=== Exercise materials ===
*****
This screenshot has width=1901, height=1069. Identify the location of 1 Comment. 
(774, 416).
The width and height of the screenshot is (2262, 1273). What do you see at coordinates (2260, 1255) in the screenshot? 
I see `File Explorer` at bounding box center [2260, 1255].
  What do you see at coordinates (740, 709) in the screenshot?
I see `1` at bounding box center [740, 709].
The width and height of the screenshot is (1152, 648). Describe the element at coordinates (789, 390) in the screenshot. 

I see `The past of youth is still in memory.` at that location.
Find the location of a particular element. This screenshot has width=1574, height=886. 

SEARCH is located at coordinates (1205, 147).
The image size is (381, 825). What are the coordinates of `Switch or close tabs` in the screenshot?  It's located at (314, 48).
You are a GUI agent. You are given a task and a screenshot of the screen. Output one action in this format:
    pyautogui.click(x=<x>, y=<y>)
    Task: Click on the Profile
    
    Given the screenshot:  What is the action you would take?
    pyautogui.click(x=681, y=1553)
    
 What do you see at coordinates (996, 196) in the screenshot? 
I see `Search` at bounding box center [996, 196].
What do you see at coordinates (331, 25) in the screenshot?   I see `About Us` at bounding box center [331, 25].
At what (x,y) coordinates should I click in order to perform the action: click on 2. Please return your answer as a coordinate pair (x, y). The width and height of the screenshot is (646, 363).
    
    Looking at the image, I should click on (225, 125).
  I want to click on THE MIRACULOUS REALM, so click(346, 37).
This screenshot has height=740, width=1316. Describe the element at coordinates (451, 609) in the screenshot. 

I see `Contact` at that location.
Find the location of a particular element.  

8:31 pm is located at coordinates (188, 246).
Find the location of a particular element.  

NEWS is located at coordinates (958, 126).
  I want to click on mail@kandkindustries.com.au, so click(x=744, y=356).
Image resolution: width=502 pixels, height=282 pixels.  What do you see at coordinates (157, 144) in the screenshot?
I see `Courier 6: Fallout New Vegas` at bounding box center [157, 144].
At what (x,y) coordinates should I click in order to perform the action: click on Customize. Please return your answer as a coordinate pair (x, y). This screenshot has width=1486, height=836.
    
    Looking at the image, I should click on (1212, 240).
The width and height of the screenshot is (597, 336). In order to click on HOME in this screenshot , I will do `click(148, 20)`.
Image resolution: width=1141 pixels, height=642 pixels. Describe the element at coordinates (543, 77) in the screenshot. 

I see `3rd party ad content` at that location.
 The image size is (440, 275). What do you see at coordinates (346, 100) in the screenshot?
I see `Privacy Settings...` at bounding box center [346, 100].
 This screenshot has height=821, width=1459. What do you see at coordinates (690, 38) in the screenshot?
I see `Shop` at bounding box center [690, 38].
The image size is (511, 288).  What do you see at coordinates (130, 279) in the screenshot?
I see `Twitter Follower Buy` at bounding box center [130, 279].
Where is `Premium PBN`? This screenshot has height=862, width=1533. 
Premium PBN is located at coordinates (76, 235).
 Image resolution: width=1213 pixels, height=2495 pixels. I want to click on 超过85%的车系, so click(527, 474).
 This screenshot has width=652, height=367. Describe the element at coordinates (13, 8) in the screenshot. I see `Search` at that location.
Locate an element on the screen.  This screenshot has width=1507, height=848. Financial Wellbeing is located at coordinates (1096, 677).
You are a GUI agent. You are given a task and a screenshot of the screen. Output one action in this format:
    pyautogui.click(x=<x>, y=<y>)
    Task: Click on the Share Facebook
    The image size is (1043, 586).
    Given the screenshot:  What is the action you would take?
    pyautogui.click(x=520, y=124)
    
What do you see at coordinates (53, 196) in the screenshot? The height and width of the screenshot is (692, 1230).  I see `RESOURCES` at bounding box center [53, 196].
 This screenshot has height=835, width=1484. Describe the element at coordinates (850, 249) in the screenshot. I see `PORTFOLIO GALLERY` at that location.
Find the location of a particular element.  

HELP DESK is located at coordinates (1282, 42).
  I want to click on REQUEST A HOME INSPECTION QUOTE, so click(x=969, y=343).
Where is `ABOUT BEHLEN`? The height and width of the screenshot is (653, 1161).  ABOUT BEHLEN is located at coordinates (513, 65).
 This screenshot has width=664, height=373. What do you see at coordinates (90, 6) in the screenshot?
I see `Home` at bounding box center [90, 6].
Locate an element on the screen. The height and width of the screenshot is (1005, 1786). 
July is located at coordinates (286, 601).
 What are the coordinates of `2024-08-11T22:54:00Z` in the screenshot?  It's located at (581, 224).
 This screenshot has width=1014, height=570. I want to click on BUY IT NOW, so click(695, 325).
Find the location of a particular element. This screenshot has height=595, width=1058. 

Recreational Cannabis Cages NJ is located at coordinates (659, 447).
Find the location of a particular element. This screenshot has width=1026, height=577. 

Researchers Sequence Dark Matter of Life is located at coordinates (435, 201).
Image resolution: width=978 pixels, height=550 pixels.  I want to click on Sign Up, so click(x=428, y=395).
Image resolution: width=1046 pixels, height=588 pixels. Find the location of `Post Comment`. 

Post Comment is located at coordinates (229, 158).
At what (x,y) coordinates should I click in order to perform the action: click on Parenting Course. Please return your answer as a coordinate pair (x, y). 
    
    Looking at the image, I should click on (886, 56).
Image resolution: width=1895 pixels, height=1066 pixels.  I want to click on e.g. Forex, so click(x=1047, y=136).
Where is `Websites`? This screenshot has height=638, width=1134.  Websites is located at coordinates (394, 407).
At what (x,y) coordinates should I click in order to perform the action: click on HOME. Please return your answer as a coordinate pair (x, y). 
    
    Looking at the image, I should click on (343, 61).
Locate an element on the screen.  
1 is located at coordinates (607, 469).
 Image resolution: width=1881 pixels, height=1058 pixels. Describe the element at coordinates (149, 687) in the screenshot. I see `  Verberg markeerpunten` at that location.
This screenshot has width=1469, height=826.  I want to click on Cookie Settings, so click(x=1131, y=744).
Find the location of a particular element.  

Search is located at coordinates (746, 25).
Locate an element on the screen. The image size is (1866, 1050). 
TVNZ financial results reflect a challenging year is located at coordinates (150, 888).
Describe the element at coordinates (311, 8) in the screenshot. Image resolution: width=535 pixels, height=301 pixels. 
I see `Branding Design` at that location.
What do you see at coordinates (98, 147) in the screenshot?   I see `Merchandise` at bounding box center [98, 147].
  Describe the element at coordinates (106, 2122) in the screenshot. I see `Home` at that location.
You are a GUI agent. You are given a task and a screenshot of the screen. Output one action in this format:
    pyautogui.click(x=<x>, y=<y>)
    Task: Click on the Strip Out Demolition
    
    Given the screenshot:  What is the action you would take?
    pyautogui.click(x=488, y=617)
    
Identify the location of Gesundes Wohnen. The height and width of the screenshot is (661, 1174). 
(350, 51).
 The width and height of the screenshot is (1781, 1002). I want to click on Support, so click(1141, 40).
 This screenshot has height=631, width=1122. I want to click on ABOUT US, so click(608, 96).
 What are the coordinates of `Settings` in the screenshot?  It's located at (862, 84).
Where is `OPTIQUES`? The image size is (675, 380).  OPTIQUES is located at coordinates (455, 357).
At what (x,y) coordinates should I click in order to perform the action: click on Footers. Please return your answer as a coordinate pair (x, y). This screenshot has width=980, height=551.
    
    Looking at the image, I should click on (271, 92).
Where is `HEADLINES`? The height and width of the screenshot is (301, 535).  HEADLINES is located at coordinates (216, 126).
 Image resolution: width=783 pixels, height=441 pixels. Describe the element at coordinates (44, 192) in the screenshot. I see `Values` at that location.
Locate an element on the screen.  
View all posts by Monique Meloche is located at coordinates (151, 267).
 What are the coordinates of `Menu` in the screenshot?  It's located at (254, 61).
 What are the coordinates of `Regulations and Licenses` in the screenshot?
*****
=== Task brief ===
Starting at the line above that contains "has width=1026, height=577.", write out each line exactly until the line that contains "Image resolution: width=1895" has been written, and stop there.

=== Finished task ===
Find the location of a particular element. This screenshot has width=1026, height=577. 

Researchers Sequence Dark Matter of Life is located at coordinates (435, 201).
Image resolution: width=978 pixels, height=550 pixels.  I want to click on Sign Up, so click(x=428, y=395).
Image resolution: width=1046 pixels, height=588 pixels. Find the location of `Post Comment`. 

Post Comment is located at coordinates (229, 158).
At what (x,y) coordinates should I click in order to perform the action: click on Parenting Course. Please return your answer as a coordinate pair (x, y). 
    
    Looking at the image, I should click on (886, 56).
Image resolution: width=1895 pixels, height=1066 pixels.  I want to click on e.g. Forex, so click(x=1047, y=136).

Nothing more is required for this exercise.